Friday, April 08, 2005


What not to buy us as a wedding gift. Posted by Hello

Wednesday, April 06, 2005

To do, since I will, list

1. Put down in writing why I decided marriage was something to do afterall.
2. Figure out who in my family gets an invite and have whatever life-altering conversations that decision requires.
3. Find a way to run spellcheck on blogger without losing everything I write.
4. Pick up my dress from the dry cleaners a few weeks late. (Good thing Lisa, the cleaner, is on a first name basis with me and my dog, Judy. She gives us liver biscotti.)
5. Decide if it is appropriate to propose to Kelley or to be proposed to -- even though we've already exchanged rings and agreed to tie the knot.
6. Determine if wanting someone to see me looking hot in my wedding dress is a good enough reason to invite them to the ceremony.
7. All that other stuff about picking a date and a place, etc.

Tuesday, April 05, 2005

Family ties

My freshman year of college, I let myself into my dorm room in Mayflower Hall to find my roommate had removed all my posters of Tori Amos, Rage Against the Machine and Dykes on Bikes (hey, I was 19) and replaced them with nothing. Simply put, she was tired of my shit and my sexual escapades with girls who believed in fairies, boys who sold pot and bald-headed travelers, though I don't remember her being that concise.

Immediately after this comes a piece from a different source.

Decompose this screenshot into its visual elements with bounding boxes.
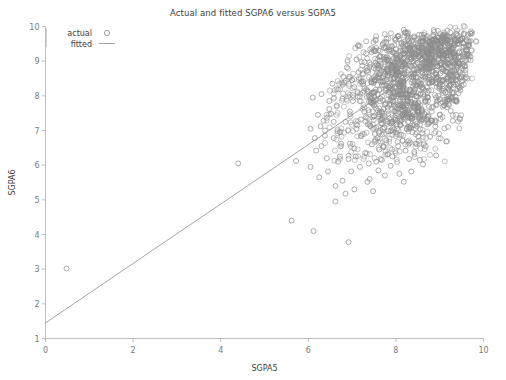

An emotional eruption ensued, and soon I was having a teary-eyed conversation with my mother about my new address, my broken heart and the girl who broke it, who happened not to be my smallminded roommate, but a friend from my high school class.

My mother took the liberty of broadcasting the news to the rest of the family and gave my grandmother an ultimatum: deal with it or lose Kate. I wasn't cut out of the photo albums, and my boyfriends and girlfriends have always been welcomed with hugs and gifts at family gatherings. But my mating (and now nesting) habits are not something I bring up with the extended fam. Par example: Kelley and I vacation in Cape Cod, not Women's Week. My mother knows I danced on a box at a bra party, but the godparents just don't need those details. They have all marveled at my "engagement" ring, but it was a birthday present -- which it was, but whatever.

All of this leads to a question. Which family members do I include in our celebration? Do uber-Catholic and uber-special grandma and grandpa, married for 50+ years, get an invite? Do I wait until they are dead? Am I a total wuss? Erg.

Maybe the "kiss test" is the way to go. I will only invite people whom I feel OK about seeing me lay a sloppy one on my kq.

SWLF seeking wedding planner

I ordered "Gay & Lesbian Weddings" by David Toussaint from Amazon this morning. Toussaint scored a coup d'etat in 2003, publishing the first article on gay weddings in Brides magazine. I trust he advises against rainbow flag themes.

Saturday, April 02, 2005

If our wedding is ...

a karaoke party, we'll sing "Nothing's Going to Stop Us Now," by Jefferson Airplane.